For those of you that know me, you know that showing anyone my personal writing is kind of a big deal. I want my students to know that they are part of a trusting environment...part of establishing that type of classroom requires me to trust them back. So I am taking the first step tomorrow...we'll see how this goes.

The Dance of Envy

"Let me see your eyes. Look in my face." (Line 30)
She raises her head,
The lights of innocence, purity, those bright lights of fidelity,
Jump across the blackness of her despairing pupils,
To bridge the gap,
Between what she knows,
And the crushing whiteness that is yet to come.

He looks but does not see,
She looks,
But does not find.

Shadows of doubt and jealousy,
Two-step across his mind,
Slamming his soul up against and straight through,
The opened cage of his unleashed emotions.
5, 6, 7, 8. Fall.

There is an inherent irony to Othello's request to see Desdemona's eyes, to look into the windows to her soul. I was immediately struck by Othello's cold reaction to his weeping, pleading wife. The mental assurance of a fake reality is enough to cloud acknowledgment and acceptance of the truth.

Friday, February 06, 2009

Alive...

...and thriving...somehow.

Teaching is going well. I love my students, even if they don't always love me back.

I love my winter guard kids, and hopefully, they love me back.

I am pretty happy with where I'm at right now. No drama. Just stress. But that can be managed fairly easily.

It almost makes me worry that something big is about to go down soon...because my life hasn't been this fluid for this long in TOO long.

I am bracing myself.

Friday Five: A Hodge-Podge

  1. What activity can you not believe you survived in your childhood?
Definitely playing football in "Death Valley"--comprised of two big hills in my parents' neighborhood. Try running up a steep incline with four or five teenage boys coming after you. Yep, deadly.
  1. What activity can you not believe kids get away with today?
Something I've noticed a lot in my classroom...the Wake and Bake.
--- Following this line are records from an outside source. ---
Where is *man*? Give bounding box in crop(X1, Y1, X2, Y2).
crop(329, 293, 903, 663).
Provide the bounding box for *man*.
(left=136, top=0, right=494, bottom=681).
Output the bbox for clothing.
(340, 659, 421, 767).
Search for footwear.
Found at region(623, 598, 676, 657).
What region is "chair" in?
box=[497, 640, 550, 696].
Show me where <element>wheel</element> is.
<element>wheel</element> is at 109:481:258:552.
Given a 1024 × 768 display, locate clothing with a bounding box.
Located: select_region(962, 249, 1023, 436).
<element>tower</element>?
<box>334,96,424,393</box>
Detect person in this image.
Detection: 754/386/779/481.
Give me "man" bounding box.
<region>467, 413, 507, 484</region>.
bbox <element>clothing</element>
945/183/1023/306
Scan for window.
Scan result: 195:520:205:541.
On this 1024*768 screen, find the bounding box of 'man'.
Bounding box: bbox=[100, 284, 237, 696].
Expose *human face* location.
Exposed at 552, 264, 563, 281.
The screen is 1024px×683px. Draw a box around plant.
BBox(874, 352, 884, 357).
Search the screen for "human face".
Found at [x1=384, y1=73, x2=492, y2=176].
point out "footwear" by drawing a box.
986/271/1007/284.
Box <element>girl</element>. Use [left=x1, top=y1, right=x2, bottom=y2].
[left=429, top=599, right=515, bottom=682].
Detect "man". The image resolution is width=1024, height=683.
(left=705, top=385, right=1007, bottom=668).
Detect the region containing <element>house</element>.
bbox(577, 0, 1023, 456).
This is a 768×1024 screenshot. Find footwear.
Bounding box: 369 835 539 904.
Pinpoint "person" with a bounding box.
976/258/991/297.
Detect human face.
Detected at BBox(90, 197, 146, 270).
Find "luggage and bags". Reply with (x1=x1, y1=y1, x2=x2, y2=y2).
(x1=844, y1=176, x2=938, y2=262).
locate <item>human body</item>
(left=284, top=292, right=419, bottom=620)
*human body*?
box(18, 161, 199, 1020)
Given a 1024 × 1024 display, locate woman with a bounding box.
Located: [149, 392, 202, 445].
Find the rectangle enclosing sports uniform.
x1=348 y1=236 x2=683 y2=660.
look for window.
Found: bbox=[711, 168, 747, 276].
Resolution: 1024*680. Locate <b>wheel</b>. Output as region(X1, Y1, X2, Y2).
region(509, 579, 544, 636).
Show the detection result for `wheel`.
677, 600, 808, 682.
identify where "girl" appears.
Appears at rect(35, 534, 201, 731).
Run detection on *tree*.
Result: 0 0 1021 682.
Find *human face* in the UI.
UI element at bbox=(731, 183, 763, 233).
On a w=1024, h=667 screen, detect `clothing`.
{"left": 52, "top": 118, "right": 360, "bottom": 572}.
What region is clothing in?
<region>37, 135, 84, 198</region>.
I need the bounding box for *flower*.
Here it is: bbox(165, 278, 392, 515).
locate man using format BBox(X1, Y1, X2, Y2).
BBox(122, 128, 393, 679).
I'll leave it at that.
  1. If you could be anyone else in the world live or dead, who would you choose to be?
This is a hard question. I like who I am, although it would be fun to be some sort of touring musician. Anyone who can play the guitar and sing at the same time. Michelle Branch. Yes. I'd like to be her.
  1. A lot of people think they've been in love at 15 or 16 years old, do you think you now look back and think you were a stupid kid or do you believe that you were old enough to know what love is?
I wouldn't say I was a stupid kid. There were definitely strong feelings there...but I didn't really feel love until 18 or 19. I just don't think kids that young have the capacity to fully grasp the concept of it.
  1. Do you think it is possible to remain in love with someone you once loved, but haven't seen in a year?
Yes. Real, actual love is really hard to get rid of, no matter how much you know you should move on from it.